My son is a coloring kid. He’ll sit at the kitchen table with his crayons for the better part of an hour, completely absorbed, and honestly those are some of my favorite moments to watch. The trouble is we burn through coloring books fast. One day we ran out entirely, so I went online to print some pages — and the experience was just terrible. Ads covering half the screen, paywalls, sign-up forms before you can download a single sheet. I ended up using ChatGPT to make drawings for him instead.

The idea for ColrPage
ChatGPT worked surprisingly well, but I kept copy-pasting the same kind of prompt over and over, and the coloring pages got buried under everything else I use it for. At some point I thought: why not just build a little app for this? Somewhere I could describe what I want, tap a button, and have something ready to print and hand to my son before breakfast. That’s how ColrPage started — on a weekend, at this very kitchen table, while he was coloring next to me.

A place for parents
Now we’ve got this little corner where I can quickly whip up coloring pages, dig up older ones, and print whatever he’s in the mood for. Every page created on ColrPage is public by default, so what one parent makes, another family gets to enjoy. Browsing and printing are completely free. There are premium features if you want to generate your own pages, but the whole library is open to everyone — no strings attached.
At its heart, ColrPage is about getting coloring pages off the screen and into your kid’s hands. That’s really all it is.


▶ **Aim of the exercise**
Go through the entries below and return every line that contains "Menu".

App and web page records:
_ _ _ _ _

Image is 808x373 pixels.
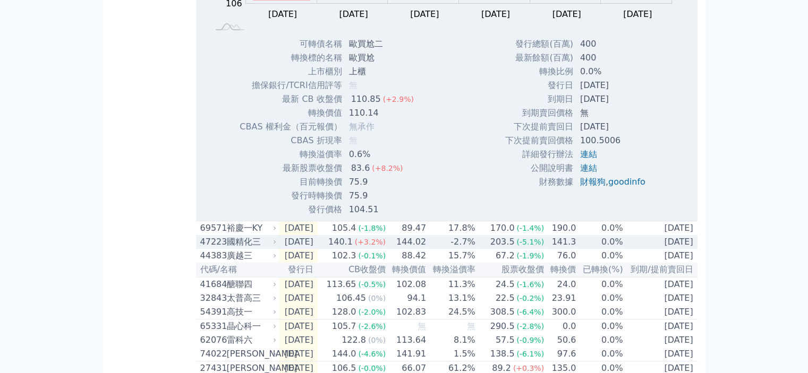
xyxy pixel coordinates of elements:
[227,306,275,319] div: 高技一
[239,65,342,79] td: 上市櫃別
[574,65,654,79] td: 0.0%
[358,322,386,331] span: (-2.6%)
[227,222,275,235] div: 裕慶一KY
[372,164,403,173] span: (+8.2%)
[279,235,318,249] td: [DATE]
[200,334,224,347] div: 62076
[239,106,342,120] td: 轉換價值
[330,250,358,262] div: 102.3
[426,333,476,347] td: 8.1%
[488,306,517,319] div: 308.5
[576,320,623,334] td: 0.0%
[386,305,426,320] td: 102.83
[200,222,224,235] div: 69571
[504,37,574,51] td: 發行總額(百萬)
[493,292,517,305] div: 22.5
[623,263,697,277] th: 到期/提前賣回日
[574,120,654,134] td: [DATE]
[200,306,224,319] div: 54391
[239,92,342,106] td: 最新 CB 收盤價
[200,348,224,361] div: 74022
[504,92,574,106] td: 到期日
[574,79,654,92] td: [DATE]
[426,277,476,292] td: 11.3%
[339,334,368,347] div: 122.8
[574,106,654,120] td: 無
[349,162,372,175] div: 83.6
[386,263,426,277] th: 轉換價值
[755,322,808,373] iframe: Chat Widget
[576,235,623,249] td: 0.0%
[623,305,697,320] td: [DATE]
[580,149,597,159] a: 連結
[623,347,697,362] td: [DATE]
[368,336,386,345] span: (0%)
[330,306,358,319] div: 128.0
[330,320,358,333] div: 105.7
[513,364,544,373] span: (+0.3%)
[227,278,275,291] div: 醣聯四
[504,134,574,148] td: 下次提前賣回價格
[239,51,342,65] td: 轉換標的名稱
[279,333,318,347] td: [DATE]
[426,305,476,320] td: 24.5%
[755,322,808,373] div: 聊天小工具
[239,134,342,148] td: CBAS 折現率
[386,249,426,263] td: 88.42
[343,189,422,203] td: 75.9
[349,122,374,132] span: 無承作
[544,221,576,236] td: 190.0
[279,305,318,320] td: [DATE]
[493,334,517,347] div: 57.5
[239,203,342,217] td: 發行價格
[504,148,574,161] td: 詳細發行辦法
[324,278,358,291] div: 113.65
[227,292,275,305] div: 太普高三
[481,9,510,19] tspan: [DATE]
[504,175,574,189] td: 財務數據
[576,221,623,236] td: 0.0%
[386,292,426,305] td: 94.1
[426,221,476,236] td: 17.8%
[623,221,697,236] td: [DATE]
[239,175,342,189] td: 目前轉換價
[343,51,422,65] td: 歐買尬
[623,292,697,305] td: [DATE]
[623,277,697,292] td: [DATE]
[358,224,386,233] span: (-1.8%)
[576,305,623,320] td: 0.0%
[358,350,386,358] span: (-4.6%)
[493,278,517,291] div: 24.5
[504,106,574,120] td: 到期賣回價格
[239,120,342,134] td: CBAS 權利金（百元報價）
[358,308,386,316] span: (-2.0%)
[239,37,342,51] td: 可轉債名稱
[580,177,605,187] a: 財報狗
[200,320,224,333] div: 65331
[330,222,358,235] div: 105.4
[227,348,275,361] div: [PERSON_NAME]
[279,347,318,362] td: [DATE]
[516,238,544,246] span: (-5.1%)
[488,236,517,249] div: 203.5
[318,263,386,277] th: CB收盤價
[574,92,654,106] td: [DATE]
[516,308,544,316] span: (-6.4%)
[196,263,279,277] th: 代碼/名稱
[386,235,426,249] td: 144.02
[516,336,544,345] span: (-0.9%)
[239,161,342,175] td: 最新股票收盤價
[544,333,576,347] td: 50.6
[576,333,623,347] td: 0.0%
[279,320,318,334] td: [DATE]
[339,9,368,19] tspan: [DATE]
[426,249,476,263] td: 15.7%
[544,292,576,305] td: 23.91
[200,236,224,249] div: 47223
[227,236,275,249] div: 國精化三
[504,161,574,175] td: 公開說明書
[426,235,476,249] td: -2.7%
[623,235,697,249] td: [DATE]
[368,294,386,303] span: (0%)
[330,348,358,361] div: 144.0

_ _ _ _ _

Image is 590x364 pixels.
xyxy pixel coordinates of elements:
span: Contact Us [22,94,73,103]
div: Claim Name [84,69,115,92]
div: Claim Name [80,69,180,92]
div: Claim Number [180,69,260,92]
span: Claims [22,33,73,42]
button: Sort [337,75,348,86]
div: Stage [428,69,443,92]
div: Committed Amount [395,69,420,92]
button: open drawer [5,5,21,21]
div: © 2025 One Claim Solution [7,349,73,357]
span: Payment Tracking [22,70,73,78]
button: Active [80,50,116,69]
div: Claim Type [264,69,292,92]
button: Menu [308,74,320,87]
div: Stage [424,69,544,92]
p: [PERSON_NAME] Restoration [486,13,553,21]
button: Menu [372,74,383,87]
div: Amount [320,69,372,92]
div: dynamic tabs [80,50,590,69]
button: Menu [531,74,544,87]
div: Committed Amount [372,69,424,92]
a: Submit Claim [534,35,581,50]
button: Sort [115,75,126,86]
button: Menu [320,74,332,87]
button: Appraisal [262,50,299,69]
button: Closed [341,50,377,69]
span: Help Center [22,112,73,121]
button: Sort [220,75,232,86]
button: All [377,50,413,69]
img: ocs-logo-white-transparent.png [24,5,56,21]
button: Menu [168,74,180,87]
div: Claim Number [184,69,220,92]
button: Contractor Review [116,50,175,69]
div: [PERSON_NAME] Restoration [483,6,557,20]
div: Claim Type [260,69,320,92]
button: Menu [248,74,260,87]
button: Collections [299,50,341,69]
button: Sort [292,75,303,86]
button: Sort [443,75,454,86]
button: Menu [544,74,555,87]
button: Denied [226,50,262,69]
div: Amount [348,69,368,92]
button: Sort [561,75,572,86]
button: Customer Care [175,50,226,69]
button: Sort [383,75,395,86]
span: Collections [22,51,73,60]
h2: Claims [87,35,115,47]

_ _ _ _ _

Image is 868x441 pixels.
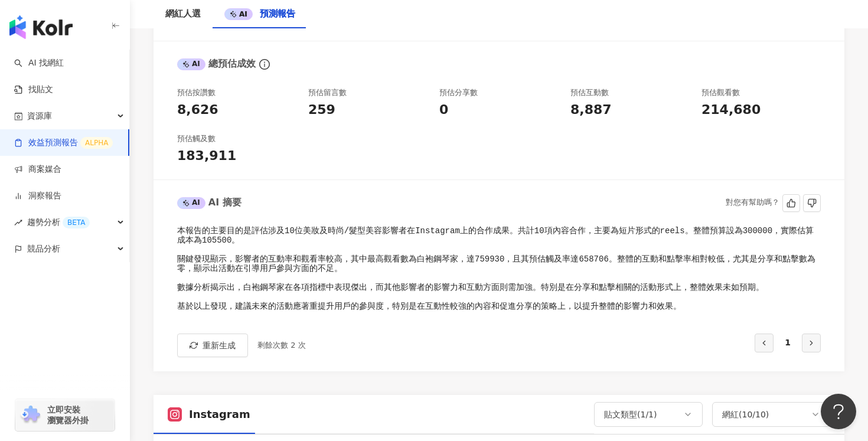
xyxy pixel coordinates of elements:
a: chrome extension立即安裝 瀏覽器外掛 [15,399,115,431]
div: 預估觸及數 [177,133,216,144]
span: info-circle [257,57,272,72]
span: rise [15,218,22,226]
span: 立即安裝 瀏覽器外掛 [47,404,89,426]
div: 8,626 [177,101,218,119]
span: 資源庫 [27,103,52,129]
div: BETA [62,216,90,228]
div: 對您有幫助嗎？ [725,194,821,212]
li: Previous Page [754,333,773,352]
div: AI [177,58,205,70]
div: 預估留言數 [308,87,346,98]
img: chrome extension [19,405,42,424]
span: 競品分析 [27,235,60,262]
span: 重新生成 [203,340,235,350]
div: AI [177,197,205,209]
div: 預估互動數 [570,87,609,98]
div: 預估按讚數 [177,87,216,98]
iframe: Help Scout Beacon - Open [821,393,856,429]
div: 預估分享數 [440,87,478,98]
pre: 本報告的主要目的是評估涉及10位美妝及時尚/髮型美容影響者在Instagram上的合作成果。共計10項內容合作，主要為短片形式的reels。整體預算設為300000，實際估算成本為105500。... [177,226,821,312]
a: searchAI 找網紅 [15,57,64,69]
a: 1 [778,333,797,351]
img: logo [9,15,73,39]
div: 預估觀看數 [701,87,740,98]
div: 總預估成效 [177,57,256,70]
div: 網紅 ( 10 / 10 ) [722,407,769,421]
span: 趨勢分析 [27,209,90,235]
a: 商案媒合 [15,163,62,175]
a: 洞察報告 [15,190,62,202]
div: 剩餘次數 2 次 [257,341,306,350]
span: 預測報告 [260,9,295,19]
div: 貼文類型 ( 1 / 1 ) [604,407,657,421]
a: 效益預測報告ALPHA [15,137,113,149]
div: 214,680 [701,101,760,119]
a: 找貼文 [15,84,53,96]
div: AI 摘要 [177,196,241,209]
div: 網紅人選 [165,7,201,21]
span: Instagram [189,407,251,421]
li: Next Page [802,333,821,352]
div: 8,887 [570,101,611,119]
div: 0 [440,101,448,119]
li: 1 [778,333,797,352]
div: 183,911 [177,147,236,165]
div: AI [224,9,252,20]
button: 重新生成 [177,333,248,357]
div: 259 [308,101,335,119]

_ _ _ _ _

▶ **Exercise output**
button: Menu [308,74,320,87]
button: Menu [372,74,383,87]
button: Menu [531,74,544,87]
button: Menu [320,74,332,87]
button: Menu [168,74,180,87]
button: Menu [248,74,260,87]
button: Menu [544,74,555,87]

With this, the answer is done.